MRLs and Crop Protection Materials are Improving but Complicated

MRLs and Crop Protection Materials are Improving but Complicated!

By Laurie Greene, Editor and Patrick Cavanaugh, Associate Editor

Rachel Kubiak, Environmental & Regulatory Affairs director with the Western Plant Health Association, based in Sacramento, commented that crop protection materials are improving. They target specific pests and they are set to maximum residue levels (MRL’s) when sold domestically or internationally. Yet, they are quite complicated.

“The materials are getting better,” Kubiak said, “but I would say that there is a large component that I don’t believe the activist community understands,” noted Kubiak.

Richard Cornett, director of communications for WPHA, blogged, “What most people are unaware of is that there is a highly integrated and multi-layered process of safety procedures to assure that pesticides are accessed for their safe use around humans and in the environment.”

U.S. EPA (a) scientifically reviews all pesticides for safety before registration, (b) involves EPA scientists at the Office of Pesticide Programs, the Department of Fish and Wildlife, as well as other departments, (c) guarantees that any pesticide used in the U.S. has been accessed and is safe and (d) applies tolerances only to produce grown in or imported into the United States.

In California, the Department of Pesticide Regulation (DPR) enforces EPA tolerances by sampling produce for pesticide residues from throughout the channels of trade, both domestic and imported, including wholesale and retail outlets, distribution centers, and farmers markets.

“There are complications in making those products available to our growers,” Kubiak said, “because so much of what we produce in California is exported to other countries, and this MRL issue complicates things.”

Foreign countries follow an international standard called CODEX Alimentarus which contains a list of pesticide MRLs. EPA tolerances and International Codex MRLs are not harmonized; residue on an imported commodity can trigger a no-tolerance-established assessment and removal by California DPR while being a legal residue in other countries.

“I think this is a large area in which we could do better. Educating those who don’t live in our world on the difficulties in bringing new products to market isn’t as simplistic as they like to make it seem,” said Kubiak.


▶ ACTIVITY
State how many lines in the listing below contain the word "less", and write nothing else.

▶ AVAILABLE DATA

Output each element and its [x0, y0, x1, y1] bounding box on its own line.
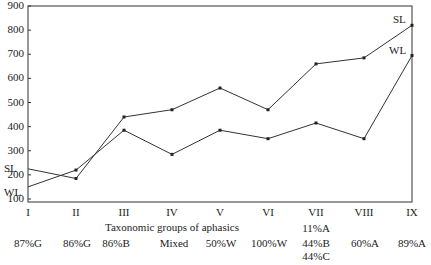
group-iii-composition: 86%B [91, 237, 141, 249]
x-tick-label: III [109, 206, 139, 218]
y-tick-label: 800 [0, 24, 24, 35]
group-vii-composition-a: 11%A [291, 222, 341, 234]
x-tick-label: V [205, 206, 235, 218]
y-tick-label: 400 [0, 121, 24, 132]
sl-left-label: SL [4, 162, 17, 174]
wl-series-line [28, 56, 412, 187]
data-point-markers [75, 24, 414, 180]
group-i-composition: 87%G [3, 237, 53, 249]
y-tick-label: 300 [0, 145, 24, 156]
x-tick-label: I [13, 206, 43, 218]
wl-left-label: WL [4, 186, 21, 198]
x-tick-label: II [61, 206, 91, 218]
group-ix-composition: 89%A [387, 237, 431, 249]
group-vii-composition-b: 44%B [291, 237, 341, 249]
x-tick-label: IV [157, 206, 187, 218]
y-tick-label: 600 [0, 72, 24, 83]
y-tick-label: 700 [0, 48, 24, 59]
y-tick-label: 500 [0, 97, 24, 108]
group-iv-composition: Mixed [149, 237, 199, 249]
x-axis-title: Taxonomic groups of aphasics [105, 221, 239, 233]
x-tick-label: VIII [349, 206, 379, 218]
plot-frame [28, 6, 412, 202]
sl-right-label: SL [393, 13, 406, 25]
group-viii-composition: 60%A [340, 237, 390, 249]
x-tick-label: IX [397, 206, 427, 218]
wl-right-label: WL [389, 44, 406, 56]
x-tick-label: VII [301, 206, 331, 218]
x-tick-label: VI [253, 206, 283, 218]
y-tick-label: 900 [0, 0, 24, 11]
sl-series-line [28, 25, 412, 178]
group-v-composition: 50%W [196, 237, 246, 249]
group-vi-composition: 100%W [244, 237, 294, 249]
group-vii-composition-c: 44%C [291, 250, 341, 262]
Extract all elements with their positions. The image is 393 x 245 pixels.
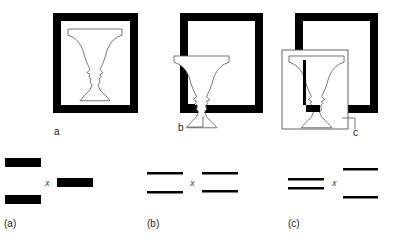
panel-a-bottom: x (a) [4,158,93,229]
line [202,172,238,175]
bar [5,158,41,167]
line [147,191,183,194]
panel-label-a-paren: (a) [4,218,16,229]
line [147,172,183,175]
line [288,178,324,181]
line [288,187,324,190]
bar [57,178,93,187]
fixation-mark: x [44,179,50,188]
figure-canvas: a b c x (a) x (b) [0,0,393,245]
panel-b-top: b [174,13,263,133]
fixation-mark: x [189,179,195,188]
line [343,196,378,199]
line [343,168,378,171]
panel-label-c: c [353,127,358,138]
panel-label-c-paren: (c) [288,218,300,229]
panel-label-b-paren: (b) [147,218,159,229]
fixation-mark: x [331,179,337,188]
line [202,190,238,193]
panel-b-bottom: x (b) [147,172,238,229]
panel-c-top: c [282,13,378,138]
panel-c-bottom: x (c) [288,168,378,229]
bar [5,195,41,204]
panel-label-a: a [54,126,60,137]
panel-label-b: b [178,122,184,133]
panel-a-top: a [53,13,138,137]
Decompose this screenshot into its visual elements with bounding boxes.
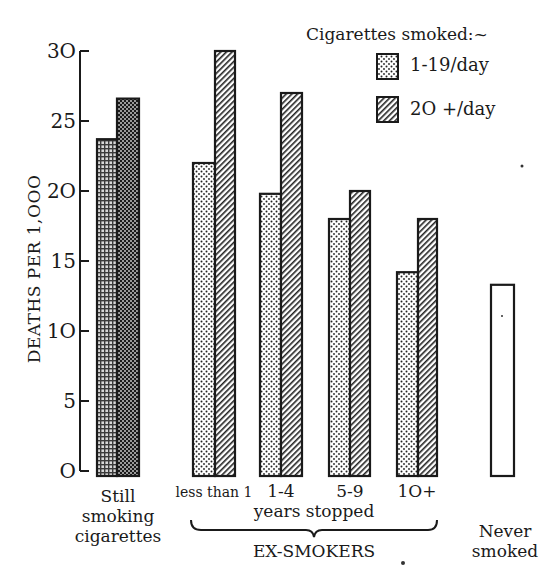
category-label-never-smoked: Never smoked (472, 521, 538, 561)
category-label-still-smoking: Still smoking cigarettes (75, 486, 162, 546)
bar-less-than-1-20-day (215, 51, 235, 476)
bar-never-smoked-never-smoked (491, 285, 514, 476)
bar-still-smoking-cigarettes-1-19-day (97, 139, 117, 476)
y-axis-label: DEATHS PER 1,OOO (24, 175, 44, 364)
legend-swatch-20plus (377, 97, 398, 122)
bar-5-9-1-19-day (329, 219, 350, 476)
category-label-5-9: 5-9 (336, 481, 363, 501)
ex-smokers-brace (191, 520, 437, 537)
ex-smokers-label: EX-SMOKERS (253, 541, 375, 561)
legend-title: Cigarettes smoked:~ (306, 24, 488, 44)
legend-label-1-19: 1-19/day (410, 54, 489, 75)
y-axis: O51O152O253O (47, 39, 89, 483)
legend-label-20plus: 2O +/day (410, 98, 496, 119)
bar-10--20-day (418, 219, 437, 476)
category-label-less-than-1: less than 1 (176, 482, 253, 502)
bar-5-9-20-day (350, 191, 370, 476)
y-tick-label: 15 (51, 249, 76, 273)
bar-still-smoking-cigarettes-20-day (117, 99, 139, 476)
category-label-10plus: 1O+ (398, 481, 437, 501)
y-tick-label: 25 (51, 109, 76, 133)
speck (521, 165, 524, 168)
bar-1-4-20-day (281, 93, 302, 476)
y-tick-label: O (60, 459, 76, 483)
legend (377, 54, 398, 122)
speck (501, 315, 503, 317)
bar-10--1-19-day (397, 272, 418, 476)
y-tick-label: 1O (47, 319, 76, 343)
legend-swatch-1-19 (377, 54, 398, 79)
y-tick-label: 2O (47, 179, 76, 203)
speck (401, 561, 405, 565)
years-stopped-label: years stopped (254, 501, 375, 521)
bar-less-than-1-1-19-day (193, 163, 215, 476)
y-tick-label: 3O (47, 39, 76, 63)
bar-1-4-1-19-day (260, 194, 281, 476)
category-label-1-4: 1-4 (267, 481, 294, 501)
y-tick-label: 5 (63, 389, 76, 413)
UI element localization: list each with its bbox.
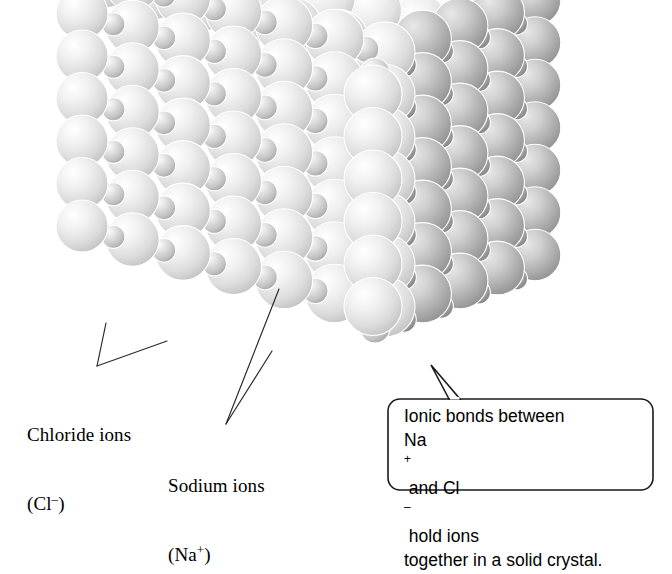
callout-text: Ionic bonds between Na+ and Cl– hold ion…	[404, 404, 648, 572]
callout-line-1: Ionic bonds between	[404, 404, 648, 428]
chloride-ions-formula: (Cl–)	[27, 492, 131, 515]
sodium-ions-name: Sodium ions	[168, 474, 265, 497]
callout-line-2: Na+ and Cl– hold ions	[404, 428, 648, 548]
sodium-ions-label: Sodium ions (Na+)	[168, 428, 265, 574]
callout-bubble-tail	[431, 365, 460, 399]
chloride-ions-name: Chloride ions	[27, 423, 131, 446]
callout-line-3: together in a solid crystal.	[404, 548, 648, 572]
sodium-ions-formula: (Na+)	[168, 543, 265, 566]
chloride-ions-label: Chloride ions (Cl–)	[27, 377, 131, 561]
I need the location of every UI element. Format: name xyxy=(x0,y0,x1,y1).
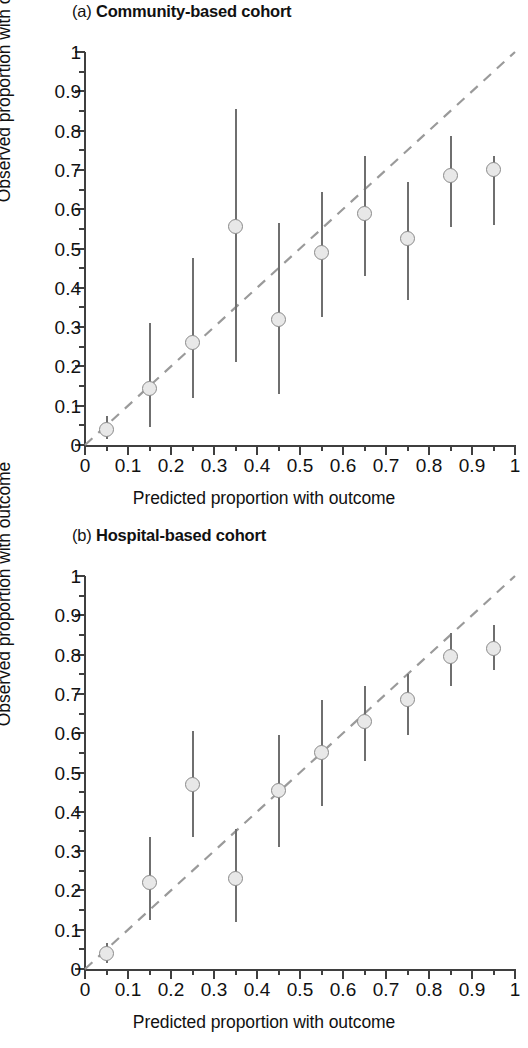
x-tick-major xyxy=(342,969,344,979)
x-tick-minor xyxy=(235,969,237,975)
y-tick-label: 0.4 xyxy=(55,802,81,821)
y-tick-label: 1 xyxy=(70,43,81,62)
y-tick-label: 1 xyxy=(70,567,81,586)
x-tick-label: 0.6 xyxy=(330,456,356,475)
x-tick-label: 0.2 xyxy=(158,980,184,999)
x-tick-label: 1 xyxy=(510,456,521,475)
x-tick-minor xyxy=(364,969,366,975)
y-tick-label: 0.2 xyxy=(55,357,81,376)
x-tick-minor xyxy=(192,969,194,975)
x-tick-minor xyxy=(364,445,366,451)
x-tick-label: 0.7 xyxy=(373,980,399,999)
x-tick-major xyxy=(299,445,301,455)
x-tick-minor xyxy=(149,969,151,975)
panel-hospital-based-cohort: (b) Hospital-based cohort 00.10.20.30.40… xyxy=(0,524,528,1048)
x-tick-minor xyxy=(450,969,452,975)
x-tick-label: 0 xyxy=(80,980,91,999)
y-tick-label: 0.8 xyxy=(55,645,81,664)
y-tick-label: 0 xyxy=(70,960,81,979)
data-point-marker xyxy=(142,381,157,396)
y-tick-label: 0.6 xyxy=(55,200,81,219)
x-tick-major xyxy=(342,445,344,455)
x-tick-label: 0.5 xyxy=(287,980,313,999)
x-tick-major xyxy=(471,969,473,979)
y-tick-label: 0.9 xyxy=(55,82,81,101)
x-tick-label: 0.1 xyxy=(115,456,141,475)
calibration-figure: (a) Community-based cohort 00.10.20.30.4… xyxy=(0,0,528,1048)
x-tick-major xyxy=(385,445,387,455)
x-tick-major xyxy=(127,445,129,455)
x-tick-major xyxy=(471,445,473,455)
x-tick-minor xyxy=(493,445,495,451)
y-tick-label: 0.8 xyxy=(55,121,81,140)
y-axis-title-b: Observed proportion with outcome xyxy=(0,414,15,774)
x-tick-major xyxy=(213,969,215,979)
y-tick-label: 0 xyxy=(70,436,81,455)
panel-b-name: Hospital-based cohort xyxy=(96,526,266,544)
y-tick-label: 0.5 xyxy=(55,239,81,258)
error-bar xyxy=(192,258,194,398)
x-tick-minor xyxy=(493,969,495,975)
x-tick-minor xyxy=(450,445,452,451)
data-point-marker xyxy=(99,946,114,961)
error-bar xyxy=(235,109,237,362)
x-tick-major xyxy=(428,445,430,455)
x-tick-major xyxy=(213,445,215,455)
x-tick-minor xyxy=(278,969,280,975)
y-tick-label: 0.5 xyxy=(55,763,81,782)
x-tick-minor xyxy=(407,969,409,975)
x-tick-major xyxy=(84,445,86,455)
data-point-marker xyxy=(314,245,329,260)
x-axis-title-b: Predicted proportion with outcome xyxy=(0,1012,528,1033)
y-tick-label: 0.3 xyxy=(55,318,81,337)
x-tick-minor xyxy=(192,445,194,451)
panel-a-tag: (a) xyxy=(72,2,92,20)
x-tick-minor xyxy=(321,969,323,975)
x-tick-major xyxy=(385,969,387,979)
panel-b-title: (b) Hospital-based cohort xyxy=(72,526,266,545)
y-axis-title-a: Observed proportion with outcome xyxy=(0,0,15,250)
x-tick-label: 0.7 xyxy=(373,456,399,475)
y-tick-label: 0.1 xyxy=(55,920,81,939)
panel-a-title: (a) Community-based cohort xyxy=(72,2,291,21)
x-tick-minor xyxy=(106,445,108,451)
data-point-marker xyxy=(99,422,114,437)
plot-area-b: 00.10.20.30.40.50.60.70.80.91 00.10.20.3… xyxy=(85,576,515,969)
x-tick-label: 0.4 xyxy=(244,980,270,999)
x-tick-label: 0.1 xyxy=(115,980,141,999)
x-tick-major xyxy=(84,969,86,979)
x-tick-label: 0.6 xyxy=(330,980,356,999)
data-point-marker xyxy=(185,777,200,792)
x-tick-major xyxy=(514,445,516,455)
y-tick-label: 0.7 xyxy=(55,160,81,179)
y-tick-label: 0.4 xyxy=(55,278,81,297)
x-tick-major xyxy=(428,969,430,979)
x-tick-label: 0.4 xyxy=(244,456,270,475)
x-tick-label: 1 xyxy=(510,980,521,999)
x-tick-label: 0.8 xyxy=(416,456,442,475)
y-tick-label: 0.6 xyxy=(55,724,81,743)
x-tick-minor xyxy=(235,445,237,451)
data-point-marker xyxy=(443,649,458,664)
y-tick-label: 0.3 xyxy=(55,842,81,861)
data-point-marker xyxy=(271,783,286,798)
panel-a-name: Community-based cohort xyxy=(96,2,291,20)
x-tick-label: 0 xyxy=(80,456,91,475)
data-point-marker xyxy=(271,312,286,327)
x-tick-major xyxy=(127,969,129,979)
x-tick-label: 0.2 xyxy=(158,456,184,475)
panel-b-tag: (b) xyxy=(72,526,92,544)
x-tick-minor xyxy=(407,445,409,451)
y-tick-label: 0.2 xyxy=(55,881,81,900)
error-bar xyxy=(278,223,280,394)
plot-area-a: 00.10.20.30.40.50.60.70.80.91 00.10.20.3… xyxy=(85,52,515,445)
x-tick-label: 0.9 xyxy=(459,980,485,999)
x-tick-minor xyxy=(278,445,280,451)
x-tick-label: 0.5 xyxy=(287,456,313,475)
data-point-marker xyxy=(142,875,157,890)
x-tick-label: 0.8 xyxy=(416,980,442,999)
data-point-marker xyxy=(357,714,372,729)
x-tick-major xyxy=(256,445,258,455)
x-tick-minor xyxy=(106,969,108,975)
x-tick-label: 0.3 xyxy=(201,456,227,475)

▶ THE COMPLETED TASK
3